Are we any closer to striking a trade deal with the EU? Last night government sources were briefing that “no tangible progress” has been made in negotiations since Friday, while figures from the European side expressed gloominess about the prospect of a deal amid reports that divisions over fisheries have only deepened. “In Brussels certainly the mood is starting to shift to contingency planning for a no-deal,” Simon Coveney, the Irish foreign minister, told RTÉ television after arriving back in Dublin from talks in Brussels last night.
[ See also: What’s more important – the theatre industry, or the fishing industry?]
On the other hand, yesterday the UK said that “good progress” has been made in separate negotiations over the arrangements for implementing the Northern Ireland protocol, and released a statement in which it said it will remove the law-breaking clauses from its controversial Internal Market Bill if solutions are finalised in the joint committee with the EU. It is a slightly perverse gesture of goodwill – to threaten to renege on an international treaty and indicate otherwise at the eleventh hour – but it augurs well nonetheless, suggesting a greater willingness to strike a deal on the UK’s part and partially removing one of the biggest barriers to trust between the two parties (the clauses were still reintroduced when the legislation returned to the Commons yesterday).
Most importantly, Boris Johnson is off to Brussels this week (probably on Wednesday) to continue talks with Ursula von der Leyen in person, after the pair took stock of their positions in a 90-minute phone conversation last night. It is by no means a sign that a deal is imminent, especially given the deadlock in recent talks; if anything, it underlines the fact that the negotiators can go this far and no further without political direction from the very top. But, to think of it another way, no deal would be possible without an eleventh-hour in-person summit between the main political actors in this drama. It’s a convention of negotiations to leave it to the principals to thrash out the last-ditch agreement in a final flash of political theatre; if a deal is to be struck, or a breakthrough to be had, it will be in these circumstances.
Yesterday Stephen asked what the government actually wants from Brexit, and concluded that, if we are to believe the government’s soundings about “sovereignty”, that no deal is the only natural way to achieve that. But, as he and I discuss with Anoosh on today’s podcast, there is one thing the government wants more than a vague ideal of “taking back control”, and that is being seen to “win” the negotiations with the EU.
The only way you “win” these trade talks is quite possibly, through a Brexiteer lens, by walking away with no deal in a final show of defiance, or by securing concessions that the EU would simply never agree to. But it may also just mean, like in 2019, a final flash of theatre before moving our red lines to get a deal. Last time, the Prime Minister didn’t “win” the negotiations; he capitulated, he broke a promise not to impose a customs border down the Irish Sea, and managed to spin it as winning anyway. It is impossible for those of us outside the negotiations at this point to distinguish the posturing from the real sticking points, but at this point, the theatre is part and parcel of the final outcome itself. If Johnson can find a way of appearing to “win” these negotiations while securing a trade deal, we could well find ourselves with a deal yet.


◆ Activity
Pictures stay out; everything else in the listing below is to be restated word for word.

◆ Source data
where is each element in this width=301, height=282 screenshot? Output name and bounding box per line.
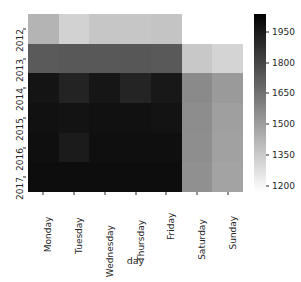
heatmap-plot-area (28, 14, 243, 192)
heatmap-cell (120, 162, 151, 192)
x-axis: MondayTuesdayWednesdayThursdayFridaySatu… (28, 192, 243, 262)
heatmap-cell (212, 44, 243, 74)
colorbar-tick-mark (266, 31, 269, 32)
heatmap-figure: 201220132014201520162017 MondayTuesdayWe… (0, 0, 301, 282)
heatmap-cell (151, 133, 182, 163)
heatmap-cell (120, 14, 151, 44)
heatmap-cell (182, 133, 213, 163)
x-tick-mark (43, 192, 44, 195)
x-tick-label: Wednesday (105, 225, 115, 277)
heatmap-cell (212, 133, 243, 163)
heatmap-cell (120, 103, 151, 133)
y-tick-label: 2014 (15, 88, 25, 111)
x-tick-label: Sunday (228, 216, 238, 250)
y-axis: 201220132014201520162017 (0, 14, 26, 192)
heatmap-cell (182, 162, 213, 192)
colorbar-tick-mark (266, 124, 269, 125)
heatmap-cell (28, 14, 59, 44)
colorbar-tick-mark (266, 185, 269, 186)
heatmap-cell (120, 73, 151, 103)
heatmap-cell (59, 103, 90, 133)
heatmap-cell (151, 73, 182, 103)
heatmap-cell-grid (28, 14, 243, 192)
heatmap-cell (212, 162, 243, 192)
heatmap-cell (59, 14, 90, 44)
x-tick-mark (227, 192, 228, 195)
x-tick-mark (135, 192, 136, 195)
heatmap-cell (151, 14, 182, 44)
heatmap-cell (182, 73, 213, 103)
heatmap-cell (89, 14, 120, 44)
colorbar (254, 14, 266, 192)
y-tick-label: 2017 (15, 177, 25, 200)
colorbar-tick-label: 1800 (272, 58, 295, 68)
heatmap-cell (182, 103, 213, 133)
colorbar-tick-label: 1650 (272, 88, 295, 98)
y-tick-label: 2012 (15, 29, 25, 52)
heatmap-cell (59, 133, 90, 163)
heatmap-cell (151, 103, 182, 133)
x-tick-label: Tuesday (74, 217, 84, 254)
heatmap-cell (212, 14, 243, 44)
heatmap-cell (28, 73, 59, 103)
heatmap-cell (212, 103, 243, 133)
x-tick-label: Saturday (197, 219, 207, 260)
heatmap-cell (120, 133, 151, 163)
x-tick-mark (74, 192, 75, 195)
heatmap-cell (151, 162, 182, 192)
heatmap-cell (28, 133, 59, 163)
x-tick-mark (196, 192, 197, 195)
x-tick-mark (104, 192, 105, 195)
colorbar-tick-label: 1500 (272, 119, 295, 129)
heatmap-cell (28, 162, 59, 192)
y-tick-label: 2016 (15, 148, 25, 171)
heatmap-cell (212, 73, 243, 103)
x-tick-label: Friday (166, 213, 176, 240)
y-tick-label: 2015 (15, 118, 25, 141)
colorbar-tick-label: 1200 (272, 181, 295, 191)
heatmap-cell (28, 44, 59, 74)
heatmap-cell (59, 162, 90, 192)
y-tick-label: 2013 (15, 59, 25, 82)
colorbar-axis: 195018001650150013501200 (266, 14, 301, 192)
x-axis-title: day (28, 255, 243, 266)
colorbar-gradient (254, 14, 266, 192)
colorbar-tick-label: 1350 (272, 150, 295, 160)
colorbar-tick-mark (266, 62, 269, 63)
heatmap-cell (120, 44, 151, 74)
heatmap-cell (182, 14, 213, 44)
x-tick-label: Monday (43, 217, 53, 253)
heatmap-cell (89, 73, 120, 103)
heatmap-cell (28, 103, 59, 133)
heatmap-cell (182, 44, 213, 74)
colorbar-tick-mark (266, 93, 269, 94)
heatmap-cell (59, 73, 90, 103)
heatmap-cell (59, 44, 90, 74)
heatmap-cell (89, 44, 120, 74)
colorbar-tick-label: 1950 (272, 27, 295, 37)
heatmap-cell (89, 133, 120, 163)
heatmap-cell (89, 103, 120, 133)
x-tick-mark (166, 192, 167, 195)
heatmap-cell (151, 44, 182, 74)
heatmap-cell (89, 162, 120, 192)
colorbar-tick-mark (266, 155, 269, 156)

◆ Answer section
where is each element in this width=301, height=282 screenshot? Output name and bounding box per line.
heatmap-plot-area (28, 14, 243, 192)
heatmap-cell (120, 162, 151, 192)
x-axis: MondayTuesdayWednesdayThursdayFridaySatu… (28, 192, 243, 262)
heatmap-cell (212, 44, 243, 74)
colorbar-tick-mark (266, 31, 269, 32)
heatmap-figure: 201220132014201520162017 MondayTuesdayWe… (0, 0, 301, 282)
heatmap-cell (151, 133, 182, 163)
heatmap-cell (120, 14, 151, 44)
heatmap-cell (182, 133, 213, 163)
x-tick-mark (43, 192, 44, 195)
x-tick-label: Wednesday (105, 225, 115, 277)
heatmap-cell (212, 133, 243, 163)
heatmap-cell (120, 103, 151, 133)
y-tick-label: 2014 (15, 88, 25, 111)
x-tick-label: Sunday (228, 216, 238, 250)
y-axis: 201220132014201520162017 (0, 14, 26, 192)
heatmap-cell (182, 162, 213, 192)
colorbar-tick-mark (266, 124, 269, 125)
heatmap-cell (28, 14, 59, 44)
colorbar-tick-mark (266, 185, 269, 186)
heatmap-cell (120, 73, 151, 103)
heatmap-cell (59, 103, 90, 133)
heatmap-cell (151, 73, 182, 103)
heatmap-cell-grid (28, 14, 243, 192)
heatmap-cell (212, 162, 243, 192)
heatmap-cell (59, 14, 90, 44)
x-tick-mark (227, 192, 228, 195)
x-tick-mark (135, 192, 136, 195)
heatmap-cell (151, 14, 182, 44)
heatmap-cell (182, 73, 213, 103)
heatmap-cell (89, 14, 120, 44)
colorbar (254, 14, 266, 192)
y-tick-label: 2017 (15, 177, 25, 200)
colorbar-tick-label: 1800 (272, 58, 295, 68)
heatmap-cell (182, 103, 213, 133)
colorbar-tick-label: 1650 (272, 88, 295, 98)
y-tick-label: 2012 (15, 29, 25, 52)
heatmap-cell (59, 133, 90, 163)
heatmap-cell (151, 103, 182, 133)
x-tick-label: Tuesday (74, 217, 84, 254)
heatmap-cell (212, 14, 243, 44)
heatmap-cell (28, 73, 59, 103)
heatmap-cell (212, 103, 243, 133)
x-tick-label: Saturday (197, 219, 207, 260)
heatmap-cell (120, 133, 151, 163)
x-tick-mark (74, 192, 75, 195)
heatmap-cell (151, 162, 182, 192)
heatmap-cell (28, 133, 59, 163)
x-tick-mark (196, 192, 197, 195)
x-tick-mark (104, 192, 105, 195)
colorbar-tick-label: 1500 (272, 119, 295, 129)
heatmap-cell (28, 162, 59, 192)
y-tick-label: 2016 (15, 148, 25, 171)
heatmap-cell (212, 73, 243, 103)
x-tick-label: Friday (166, 213, 176, 240)
y-tick-label: 2015 (15, 118, 25, 141)
colorbar-tick-label: 1200 (272, 181, 295, 191)
heatmap-cell (28, 44, 59, 74)
heatmap-cell (59, 162, 90, 192)
y-tick-label: 2013 (15, 59, 25, 82)
colorbar-axis: 195018001650150013501200 (266, 14, 301, 192)
x-axis-title: day (28, 255, 243, 266)
colorbar-gradient (254, 14, 266, 192)
colorbar-tick-label: 1350 (272, 150, 295, 160)
colorbar-tick-mark (266, 62, 269, 63)
heatmap-cell (120, 44, 151, 74)
heatmap-cell (182, 14, 213, 44)
x-tick-label: Monday (43, 217, 53, 253)
heatmap-cell (89, 73, 120, 103)
heatmap-cell (28, 103, 59, 133)
heatmap-cell (182, 44, 213, 74)
colorbar-tick-mark (266, 93, 269, 94)
heatmap-cell (59, 73, 90, 103)
heatmap-cell (59, 44, 90, 74)
heatmap-cell (89, 44, 120, 74)
colorbar-tick-label: 1950 (272, 27, 295, 37)
heatmap-cell (89, 133, 120, 163)
heatmap-cell (89, 103, 120, 133)
x-tick-mark (166, 192, 167, 195)
heatmap-cell (151, 44, 182, 74)
heatmap-cell (89, 162, 120, 192)
colorbar-tick-mark (266, 155, 269, 156)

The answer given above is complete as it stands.